At STC Expeditions we believe that, besides extraordinary landscapes and adrenaline-pumping activities, it’s the local people students meet while travelling that make a school trip memorable and enriching. Learning first hand about different lifestyles, different challenges, different faiths and different priorities can open minds and lend a new perspective on the world. Meeting children, especially those of a similar age, and understanding their day-to-day lives and long-term ambitions can be especially impactful. This exposure to less-privileged children’s lives, coupled with the hope of helping to improve their futures, is why volunteering in orphanages and children’s centres has become such a popular activity on school expeditions.
However, in recent years there’s been a sea change about the ethics of volunteering with children and it’s a subject we feel passionately about. With any volunteering project, our first priority is to bring tangible benefit with lasting impact to the host community. We want to help in real, constructive ways. But we know that we haven’t got the knowledge, power or tools to magically answer what may be a very complex set of needs. So we listen to communities and our on-the-ground leaders and work with them to set up projects that bring benefit to the students we travel with, and even greater benefit to the communities they visit.
There are a few key reasons why STC Expeditions doesn’t undertake volunteering projects that directly focus on children. Firstly, we know we don’t have the expertise necessary to constructively influence their education, healthcare or psychological development. Secondly, it can be emotionally devastating for these vulnerable children to build attachments with a constantly churning stream of visitors who offer love then take it away. Over and over again. Thirdly, and very sadly, not all orphanages in developing nations are as altruistic as they should be. Some exploit well-meaning visitors for financial gain but don’t reinvest it in improving the lot of their charges. Many of the kids who end up in orphanages have at least one living parent, who’s been persuaded their children will be better off in care.
So where does that leave us? Well, in a very positive place, actually. There are plenty of ways our student travellers can contribute through volunteering, and plenty of opportunities for meeting and learning from local children. We take care to be sure this interaction offers developmental opportunity to both sides and doesn’t interfere with the routines or education of host children. Volunteering on an STC trip could involve anything from cleaning up rivers to improving drinking water, building fences to protect crops or documenting plant, insect and animal species. Infrastructure is critical to helping communities thrive, so we take direction from local agencies that can identify, in cooperation with villagers, where help would be appreciated and beneficial. We always work with local experts (which provides employment and income) and never expect our students to undertake tasks they’re not qualified for. It’s a many-hands-make-light-work philosophy.
Our sincere hope is that lending our hands will lead to economic growth, which in turn will mean fewer families are so poor they feel compelled to hand their children over to orphanages. We’re proud that the STC is the first UK school-travel operator to become ChildSafe certified. And we’re proud to work alongside ChildSafe in promoting ethical and constructive volunteering opportunities that have community development at their core.
Your school may have links and long-standing relationships with orphanages in developing countries. We don’t suggest you sever those ties and turn your backs on those children. But we, along with ChildSafe, would love to work together with you in developing these projects so they offer grassroots benefits that will help communities, and children, flourish.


Exercise description —
Every record is to be duplicated exactly as it reads, without its images.

Data to use —
*** Block opens ***

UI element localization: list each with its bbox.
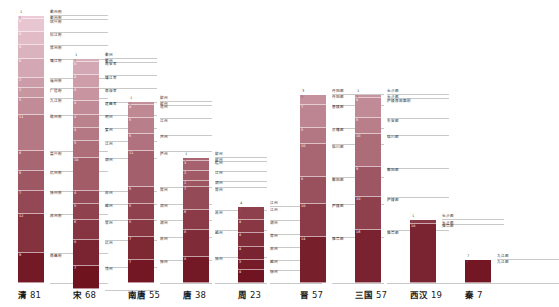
segment-value: 3	[239, 260, 241, 264]
dynasty-name: 三国	[355, 290, 373, 300]
bar-segment[interactable]: 3	[18, 78, 44, 88]
bar-segment[interactable]: 3	[238, 260, 264, 270]
bar-segment[interactable]: 7	[300, 105, 326, 128]
bar-segment[interactable]: 4	[238, 270, 264, 283]
segment-value: 4	[19, 19, 21, 23]
bar-segment[interactable]: 4	[238, 220, 264, 233]
bar-segment[interactable]: 6	[73, 220, 99, 240]
bar-segment[interactable]: 5	[128, 204, 154, 221]
bar-segment[interactable]: 5	[128, 187, 154, 204]
segment-label: 越州	[215, 231, 223, 235]
bar-segment[interactable]: 4	[73, 115, 99, 128]
bar-segment[interactable]: 3	[300, 95, 326, 105]
segment-value: 4	[74, 128, 76, 132]
segment-label: 鄱阳郡	[387, 168, 399, 172]
bar-segment[interactable]: 14	[300, 237, 326, 283]
segment-label: 庐陵郡	[332, 204, 344, 208]
segment-label: 扬州	[215, 257, 223, 261]
top-tick-value: 3	[302, 89, 304, 93]
bar-segment[interactable]: 7	[128, 260, 154, 283]
bar-segment[interactable]: 5	[128, 220, 154, 237]
top-tick-value: 1	[412, 214, 414, 218]
bar-segment[interactable]: 4	[73, 101, 99, 114]
bar-segment[interactable]: 5	[300, 128, 326, 145]
dynasty-name: 西汉	[410, 290, 428, 300]
bar-segment[interactable]: 4	[73, 62, 99, 75]
bar-segment[interactable]: 4	[18, 19, 44, 32]
bar-segment[interactable]: 4	[238, 247, 264, 260]
bar-segment[interactable]: 9	[355, 167, 381, 197]
segment-value: 6	[19, 151, 21, 155]
segment-value: 5	[129, 118, 131, 122]
bar-segment[interactable]: 4	[18, 45, 44, 58]
bar-segment[interactable]: 4	[238, 233, 264, 246]
segment-label: 庐州	[160, 152, 168, 156]
bar-segment[interactable]: 10	[355, 134, 381, 167]
bar-segment[interactable]: 18	[410, 224, 436, 283]
bar-segment[interactable]: 10	[355, 197, 381, 230]
dynasty-footer-晋: 晋 57	[300, 290, 323, 300]
segment-value: 16	[356, 230, 360, 234]
bar-segment[interactable]: 8	[183, 257, 209, 283]
segment-label: 徽州府	[50, 115, 62, 119]
bar-segment[interactable]: 6	[183, 210, 209, 230]
bar-segment[interactable]: 8	[73, 240, 99, 266]
label-rule	[270, 283, 322, 284]
bar-segment[interactable]: 7	[465, 260, 491, 283]
bar-segment[interactable]: 10	[300, 204, 326, 237]
bar-segment[interactable]: 7	[183, 187, 209, 210]
bar-segment[interactable]: 11	[128, 151, 154, 187]
segment-value: 3	[19, 88, 21, 92]
bar-segment[interactable]: 4	[128, 105, 154, 118]
segment-value: 12	[19, 214, 23, 218]
segment-value: 8	[74, 240, 76, 244]
bar-segment[interactable]: 8	[300, 177, 326, 203]
dynasty-footer-周: 周 23	[238, 290, 261, 300]
bar-segment[interactable]: 5	[128, 118, 154, 135]
bar-segment[interactable]: 4	[73, 75, 99, 88]
segment-label: 会稽郡	[332, 128, 344, 132]
bar-segment[interactable]: 6	[355, 98, 381, 118]
bar-segment[interactable]: 4	[73, 88, 99, 101]
bar-segment[interactable]: 5	[73, 141, 99, 158]
dynasty-footer-南唐: 南唐 55	[128, 290, 160, 300]
bar-segment[interactable]: 5	[128, 134, 154, 151]
bar-segment[interactable]: 3	[18, 88, 44, 98]
bar-segment[interactable]: 3	[183, 161, 209, 171]
bar-segment[interactable]: 5	[18, 98, 44, 115]
bar-segment[interactable]: 6	[18, 59, 44, 79]
bar-segment[interactable]: 9	[18, 253, 44, 283]
bar-segment[interactable]: 16	[355, 230, 381, 283]
label-rule	[332, 283, 384, 284]
bar-segment[interactable]: 2	[183, 181, 209, 188]
bar-segment[interactable]: 4	[238, 207, 264, 220]
bar-segment[interactable]: 12	[18, 214, 44, 254]
dynasty-name: 南唐	[128, 290, 146, 300]
bar-segment[interactable]: 11	[18, 115, 44, 151]
segment-label: 江州	[215, 171, 223, 175]
top-tick-label: 歙州	[215, 152, 223, 156]
bar-segment[interactable]: 7	[128, 237, 154, 260]
dynasty-total: 57	[376, 290, 387, 300]
top-tick-rule	[105, 58, 157, 59]
segment-label: 九江府	[50, 99, 62, 103]
bar-segment[interactable]: 5	[355, 118, 381, 135]
segment-value: 5	[74, 141, 76, 145]
bar-segment[interactable]: 3	[183, 171, 209, 181]
bar-segment[interactable]: 6	[18, 171, 44, 191]
bar-segment[interactable]: 8	[183, 230, 209, 256]
segment-label: 庐陵南部都尉	[387, 99, 411, 103]
bar-segment[interactable]: 10	[300, 144, 326, 177]
segment-label: 扬州	[270, 270, 278, 274]
bar-segment[interactable]: 4	[73, 128, 99, 141]
bar-segment[interactable]: 7	[18, 191, 44, 214]
segment-label: 常州	[270, 234, 278, 238]
segment-value: 6	[19, 171, 21, 175]
bar-segment[interactable]: 6	[18, 151, 44, 171]
bar-segment[interactable]: 10	[73, 158, 99, 191]
bar-segment[interactable]: 7	[73, 266, 99, 289]
segment-value: 5	[129, 187, 131, 191]
bar-segment[interactable]: 4	[18, 32, 44, 45]
bar-segment[interactable]: 5	[73, 204, 99, 221]
bar-segment[interactable]: 4	[73, 191, 99, 204]
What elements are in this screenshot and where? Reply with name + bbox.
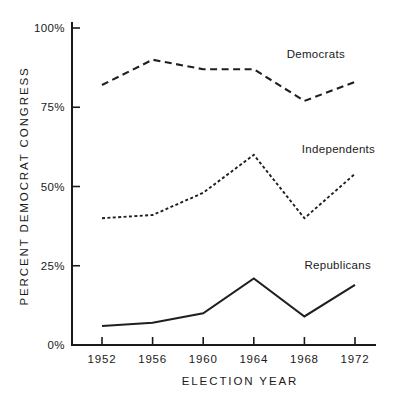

*** Block closes ***

Task response —
UI element localization: list each with its bbox.
segment-value: 3	[239, 260, 241, 264]
dynasty-name: 三国	[355, 290, 373, 300]
bar-segment[interactable]: 3	[18, 78, 44, 88]
bar-segment[interactable]: 3	[238, 260, 264, 270]
bar-segment[interactable]: 7	[300, 105, 326, 128]
bar-segment[interactable]: 4	[238, 270, 264, 283]
segment-value: 4	[19, 19, 21, 23]
bar-segment[interactable]: 4	[238, 220, 264, 233]
bar-segment[interactable]: 6	[73, 220, 99, 240]
bar-segment[interactable]: 5	[128, 204, 154, 221]
bar-segment[interactable]: 5	[128, 187, 154, 204]
segment-label: 越州	[215, 231, 223, 235]
bar-segment[interactable]: 4	[73, 115, 99, 128]
bar-segment[interactable]: 3	[300, 95, 326, 105]
segment-value: 4	[74, 128, 76, 132]
segment-label: 鄱阳郡	[387, 168, 399, 172]
bar-segment[interactable]: 14	[300, 237, 326, 283]
segment-label: 庐陵郡	[332, 204, 344, 208]
segment-label: 扬州	[215, 257, 223, 261]
top-tick-value: 3	[302, 89, 304, 93]
bar-segment[interactable]: 7	[128, 260, 154, 283]
bar-segment[interactable]: 5	[128, 220, 154, 237]
top-tick-value: 1	[412, 214, 414, 218]
bar-segment[interactable]: 4	[73, 101, 99, 114]
bar-segment[interactable]: 5	[300, 128, 326, 145]
dynasty-name: 西汉	[410, 290, 428, 300]
bar-segment[interactable]: 4	[73, 62, 99, 75]
bar-segment[interactable]: 4	[18, 19, 44, 32]
bar-segment[interactable]: 4	[238, 247, 264, 260]
bar-segment[interactable]: 9	[355, 167, 381, 197]
segment-value: 6	[19, 151, 21, 155]
segment-value: 5	[129, 118, 131, 122]
bar-segment[interactable]: 4	[18, 45, 44, 58]
bar-segment[interactable]: 4	[238, 233, 264, 246]
segment-label: 庐州	[160, 152, 168, 156]
bar-segment[interactable]: 10	[355, 134, 381, 167]
bar-segment[interactable]: 18	[410, 224, 436, 283]
bar-segment[interactable]: 10	[355, 197, 381, 230]
dynasty-footer-晋: 晋 57	[300, 290, 323, 300]
segment-value: 16	[356, 230, 360, 234]
bar-segment[interactable]: 8	[183, 257, 209, 283]
segment-label: 徽州府	[50, 115, 62, 119]
bar-segment[interactable]: 6	[183, 210, 209, 230]
bar-segment[interactable]: 8	[73, 240, 99, 266]
label-rule	[270, 283, 322, 284]
bar-segment[interactable]: 7	[465, 260, 491, 283]
bar-segment[interactable]: 10	[300, 204, 326, 237]
bar-segment[interactable]: 7	[183, 187, 209, 210]
bar-segment[interactable]: 11	[128, 151, 154, 187]
segment-value: 3	[19, 88, 21, 92]
bar-segment[interactable]: 4	[128, 105, 154, 118]
segment-value: 12	[19, 214, 23, 218]
segment-value: 8	[74, 240, 76, 244]
bar-segment[interactable]: 8	[300, 177, 326, 203]
dynasty-footer-周: 周 23	[238, 290, 261, 300]
bar-segment[interactable]: 5	[128, 118, 154, 135]
bar-segment[interactable]: 4	[73, 75, 99, 88]
segment-label: 会稽郡	[332, 128, 344, 132]
bar-segment[interactable]: 6	[355, 98, 381, 118]
bar-segment[interactable]: 4	[73, 88, 99, 101]
bar-segment[interactable]: 5	[73, 141, 99, 158]
dynasty-footer-南唐: 南唐 55	[128, 290, 160, 300]
bar-segment[interactable]: 5	[128, 134, 154, 151]
bar-segment[interactable]: 3	[18, 88, 44, 98]
bar-segment[interactable]: 3	[183, 161, 209, 171]
bar-segment[interactable]: 5	[18, 98, 44, 115]
bar-segment[interactable]: 6	[18, 59, 44, 79]
bar-segment[interactable]: 9	[18, 253, 44, 283]
bar-segment[interactable]: 16	[355, 230, 381, 283]
label-rule	[332, 283, 384, 284]
bar-segment[interactable]: 2	[183, 181, 209, 188]
bar-segment[interactable]: 4	[238, 207, 264, 220]
bar-segment[interactable]: 12	[18, 214, 44, 254]
dynasty-name: 南唐	[128, 290, 146, 300]
bar-segment[interactable]: 11	[18, 115, 44, 151]
segment-label: 江州	[215, 171, 223, 175]
top-tick-label: 歙州	[215, 152, 223, 156]
bar-segment[interactable]: 7	[128, 237, 154, 260]
dynasty-total: 57	[376, 290, 387, 300]
top-tick-rule	[105, 58, 157, 59]
segment-label: 九江府	[50, 99, 62, 103]
bar-segment[interactable]: 5	[355, 118, 381, 135]
segment-value: 5	[74, 141, 76, 145]
bar-segment[interactable]: 3	[183, 171, 209, 181]
bar-segment[interactable]: 6	[18, 171, 44, 191]
bar-segment[interactable]: 8	[183, 230, 209, 256]
segment-label: 庐陵南部都尉	[387, 99, 411, 103]
bar-segment[interactable]: 10	[300, 144, 326, 177]
segment-label: 扬州	[270, 270, 278, 274]
bar-segment[interactable]: 4	[73, 128, 99, 141]
bar-segment[interactable]: 7	[18, 191, 44, 214]
segment-label: 常州	[270, 234, 278, 238]
segment-value: 6	[19, 171, 21, 175]
bar-segment[interactable]: 6	[18, 151, 44, 171]
bar-segment[interactable]: 10	[73, 158, 99, 191]
bar-segment[interactable]: 7	[73, 266, 99, 289]
segment-value: 5	[129, 187, 131, 191]
bar-segment[interactable]: 4	[18, 32, 44, 45]
bar-segment[interactable]: 5	[73, 204, 99, 221]
bar-segment[interactable]: 4	[73, 191, 99, 204]
What elements are in this screenshot and where? Reply with name + bbox.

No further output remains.